Grinnell Missionaries
One of the longest-running controversies among stamp collectors has made the main stream media.
The New York Times reports,"Ken Lawrence and Richard C. Celler, both respected for their expertise in 19th-century stamps, have found evidence that a group of stamps long held to be fakes may be genuine and potentially worth as much as $10 million."
Times reporter Matthew Healey writes, "The discovery concerns one of the early Hawaiian stamps known as the Missionaries, printed by the islands’ nascent postal service in 1851 largely for correspondence from missionary settlers to the United States."
According to Healey, "A group of about 80 Missionary stamps was found in 1918 by a Los Angeles schoolteacher and stamp collector, George Grinnell, who believed the stamps were genuine and sold some of them to a New York dealer for $65,000. One of the dealer’s clients compared Mr. Grinnell’s stamps with genuine Missionaries and declared them fake, because they differed in details from the printed design and postmarks. In a 1922 court case, a judge agreed that the Grinnell stamps were forgeries."
Healey goes on to say Mr. Grinnell and his descendants have spent decades to prove otherwise.
Shown above in a New York Times photo is a Grinnell Missionary and cancellation (top)thought to be geniune and along with another copy which is reputed to be a fake.
To read the entire article, click here.
The New York Times reports,"Ken Lawrence and Richard C. Celler, both respected for their expertise in 19th-century stamps, have found evidence that a group of stamps long held to be fakes may be genuine and potentially worth as much as $10 million."
Times reporter Matthew Healey writes, "The discovery concerns one of the early Hawaiian stamps known as the Missionaries, printed by the islands’ nascent postal service in 1851 largely for correspondence from missionary settlers to the United States."
According to Healey, "A group of about 80 Missionary stamps was found in 1918 by a Los Angeles schoolteacher and stamp collector, George Grinnell, who believed the stamps were genuine and sold some of them to a New York dealer for $65,000. One of the dealer’s clients compared Mr. Grinnell’s stamps with genuine Missionaries and declared them fake, because they differed in details from the printed design and postmarks. In a 1922 court case, a judge agreed that the Grinnell stamps were forgeries."
Healey goes on to say Mr. Grinnell and his descendants have spent decades to prove otherwise.
Shown above in a New York Times photo is a Grinnell Missionary and cancellation (top)thought to be geniune and along with another copy which is reputed to be a fake.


Check every line of the data below for the word "item". Copy the ones that have it.

## Records for processing
**********
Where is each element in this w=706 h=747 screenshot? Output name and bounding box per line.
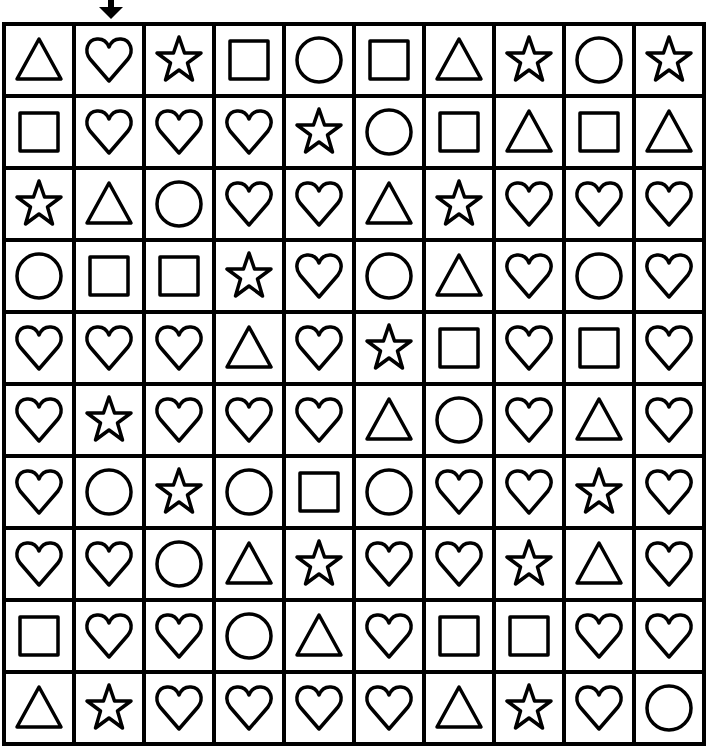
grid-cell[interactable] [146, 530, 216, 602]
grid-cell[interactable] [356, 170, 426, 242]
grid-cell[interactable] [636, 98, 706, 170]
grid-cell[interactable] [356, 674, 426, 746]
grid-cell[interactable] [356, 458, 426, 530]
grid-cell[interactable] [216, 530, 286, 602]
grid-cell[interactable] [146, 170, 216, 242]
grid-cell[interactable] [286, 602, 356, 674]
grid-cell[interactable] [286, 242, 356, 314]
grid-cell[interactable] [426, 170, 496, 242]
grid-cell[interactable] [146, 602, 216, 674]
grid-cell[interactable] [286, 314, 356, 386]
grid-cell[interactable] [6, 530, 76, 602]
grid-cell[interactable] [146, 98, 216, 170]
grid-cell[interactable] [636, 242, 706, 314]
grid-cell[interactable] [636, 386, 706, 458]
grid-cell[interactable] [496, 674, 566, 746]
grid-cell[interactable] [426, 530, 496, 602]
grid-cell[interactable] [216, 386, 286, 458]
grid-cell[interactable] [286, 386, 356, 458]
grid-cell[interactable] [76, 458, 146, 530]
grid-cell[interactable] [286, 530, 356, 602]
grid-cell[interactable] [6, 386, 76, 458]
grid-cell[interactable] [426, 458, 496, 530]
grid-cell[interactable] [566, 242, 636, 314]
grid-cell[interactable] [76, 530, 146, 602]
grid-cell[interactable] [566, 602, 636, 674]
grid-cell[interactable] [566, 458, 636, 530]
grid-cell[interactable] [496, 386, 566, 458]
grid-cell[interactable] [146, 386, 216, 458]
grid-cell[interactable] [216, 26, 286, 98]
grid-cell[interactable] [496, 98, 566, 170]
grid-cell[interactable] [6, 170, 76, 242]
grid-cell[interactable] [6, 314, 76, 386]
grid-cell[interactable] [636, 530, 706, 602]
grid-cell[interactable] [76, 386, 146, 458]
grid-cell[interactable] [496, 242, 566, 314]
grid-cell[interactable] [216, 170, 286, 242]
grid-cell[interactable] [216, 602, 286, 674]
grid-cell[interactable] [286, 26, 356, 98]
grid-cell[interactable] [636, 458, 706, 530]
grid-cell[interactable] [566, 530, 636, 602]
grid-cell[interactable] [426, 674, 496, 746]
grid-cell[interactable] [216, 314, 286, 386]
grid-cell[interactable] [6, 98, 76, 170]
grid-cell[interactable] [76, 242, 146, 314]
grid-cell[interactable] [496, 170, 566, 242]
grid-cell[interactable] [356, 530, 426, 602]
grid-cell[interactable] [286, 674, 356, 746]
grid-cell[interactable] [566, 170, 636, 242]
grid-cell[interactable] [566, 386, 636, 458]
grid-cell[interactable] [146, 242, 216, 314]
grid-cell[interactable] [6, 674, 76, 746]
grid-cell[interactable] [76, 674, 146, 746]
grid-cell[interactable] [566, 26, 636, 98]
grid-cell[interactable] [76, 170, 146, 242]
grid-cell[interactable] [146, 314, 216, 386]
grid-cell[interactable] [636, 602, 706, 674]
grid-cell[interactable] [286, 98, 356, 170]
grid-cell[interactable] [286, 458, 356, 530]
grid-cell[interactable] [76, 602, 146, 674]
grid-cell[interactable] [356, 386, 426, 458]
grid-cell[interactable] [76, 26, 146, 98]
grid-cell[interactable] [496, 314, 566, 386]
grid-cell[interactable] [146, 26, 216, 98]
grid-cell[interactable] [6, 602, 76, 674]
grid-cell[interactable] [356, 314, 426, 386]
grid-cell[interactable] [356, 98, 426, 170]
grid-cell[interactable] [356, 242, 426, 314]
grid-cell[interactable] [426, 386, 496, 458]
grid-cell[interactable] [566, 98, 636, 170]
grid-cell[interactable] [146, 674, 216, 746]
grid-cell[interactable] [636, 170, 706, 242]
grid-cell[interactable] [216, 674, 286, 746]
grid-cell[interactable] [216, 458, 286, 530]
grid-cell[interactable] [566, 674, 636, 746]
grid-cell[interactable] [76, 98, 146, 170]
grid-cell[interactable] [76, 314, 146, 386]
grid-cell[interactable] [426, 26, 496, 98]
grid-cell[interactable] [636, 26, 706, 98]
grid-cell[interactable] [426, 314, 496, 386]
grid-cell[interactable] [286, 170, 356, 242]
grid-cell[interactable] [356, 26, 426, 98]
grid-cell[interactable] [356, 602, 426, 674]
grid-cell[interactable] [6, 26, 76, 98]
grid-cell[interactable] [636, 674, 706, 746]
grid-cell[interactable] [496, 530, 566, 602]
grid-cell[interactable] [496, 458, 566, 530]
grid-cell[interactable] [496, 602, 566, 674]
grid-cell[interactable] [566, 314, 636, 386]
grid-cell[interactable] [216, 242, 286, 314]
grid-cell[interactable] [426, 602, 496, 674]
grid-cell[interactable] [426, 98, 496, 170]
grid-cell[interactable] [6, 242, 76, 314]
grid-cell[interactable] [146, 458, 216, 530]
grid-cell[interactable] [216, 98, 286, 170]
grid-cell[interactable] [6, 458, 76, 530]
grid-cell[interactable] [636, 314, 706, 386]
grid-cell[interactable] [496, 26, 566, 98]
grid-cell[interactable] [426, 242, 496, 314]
**********
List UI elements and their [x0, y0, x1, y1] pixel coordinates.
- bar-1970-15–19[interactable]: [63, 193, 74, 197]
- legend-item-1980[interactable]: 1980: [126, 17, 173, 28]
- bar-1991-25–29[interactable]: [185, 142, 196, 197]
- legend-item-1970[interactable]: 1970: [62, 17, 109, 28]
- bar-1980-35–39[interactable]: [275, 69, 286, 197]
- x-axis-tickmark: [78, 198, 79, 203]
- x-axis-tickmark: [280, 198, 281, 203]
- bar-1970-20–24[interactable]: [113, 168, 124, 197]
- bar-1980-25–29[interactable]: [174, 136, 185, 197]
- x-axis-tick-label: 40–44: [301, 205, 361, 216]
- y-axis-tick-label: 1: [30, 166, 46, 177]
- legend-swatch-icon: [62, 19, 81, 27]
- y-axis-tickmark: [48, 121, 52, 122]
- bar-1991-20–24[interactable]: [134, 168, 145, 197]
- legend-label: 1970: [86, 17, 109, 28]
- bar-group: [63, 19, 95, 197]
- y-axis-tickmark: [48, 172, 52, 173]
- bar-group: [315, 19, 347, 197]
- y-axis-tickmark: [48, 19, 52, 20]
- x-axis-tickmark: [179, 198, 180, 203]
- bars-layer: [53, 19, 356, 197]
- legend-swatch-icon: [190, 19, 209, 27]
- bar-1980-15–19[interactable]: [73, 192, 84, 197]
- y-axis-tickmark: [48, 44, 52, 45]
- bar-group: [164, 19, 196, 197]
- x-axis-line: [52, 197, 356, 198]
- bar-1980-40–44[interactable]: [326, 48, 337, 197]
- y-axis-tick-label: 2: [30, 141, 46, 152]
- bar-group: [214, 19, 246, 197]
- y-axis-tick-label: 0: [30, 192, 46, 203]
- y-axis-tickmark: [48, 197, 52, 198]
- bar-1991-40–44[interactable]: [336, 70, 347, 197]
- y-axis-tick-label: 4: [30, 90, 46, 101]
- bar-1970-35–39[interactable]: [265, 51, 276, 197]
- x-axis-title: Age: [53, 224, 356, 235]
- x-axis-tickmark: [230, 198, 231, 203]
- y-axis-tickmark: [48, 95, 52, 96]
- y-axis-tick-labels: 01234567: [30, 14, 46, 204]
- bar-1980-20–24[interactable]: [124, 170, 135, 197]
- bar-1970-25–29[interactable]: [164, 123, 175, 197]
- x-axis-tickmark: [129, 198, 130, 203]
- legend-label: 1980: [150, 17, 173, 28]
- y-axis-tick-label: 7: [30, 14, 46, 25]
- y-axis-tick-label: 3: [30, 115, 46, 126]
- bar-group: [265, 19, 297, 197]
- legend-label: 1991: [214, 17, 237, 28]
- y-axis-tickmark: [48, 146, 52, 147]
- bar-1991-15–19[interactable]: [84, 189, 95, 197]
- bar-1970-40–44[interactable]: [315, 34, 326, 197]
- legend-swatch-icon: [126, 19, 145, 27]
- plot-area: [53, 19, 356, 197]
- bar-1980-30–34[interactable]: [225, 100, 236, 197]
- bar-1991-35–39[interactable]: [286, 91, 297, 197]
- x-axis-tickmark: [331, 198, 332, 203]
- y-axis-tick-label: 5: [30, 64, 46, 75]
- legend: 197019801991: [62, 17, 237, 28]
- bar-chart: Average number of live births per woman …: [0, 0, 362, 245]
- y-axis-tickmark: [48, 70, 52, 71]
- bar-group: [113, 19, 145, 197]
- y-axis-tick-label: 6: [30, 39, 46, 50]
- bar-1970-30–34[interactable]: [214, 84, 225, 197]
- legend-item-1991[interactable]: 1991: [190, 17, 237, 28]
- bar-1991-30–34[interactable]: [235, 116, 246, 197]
**********
## Reply to the exercise
- legend-item-1980[interactable]: 1980: [126, 17, 173, 28]
- legend-item-1970[interactable]: 1970: [62, 17, 109, 28]
- legend-item-1991[interactable]: 1991: [190, 17, 237, 28]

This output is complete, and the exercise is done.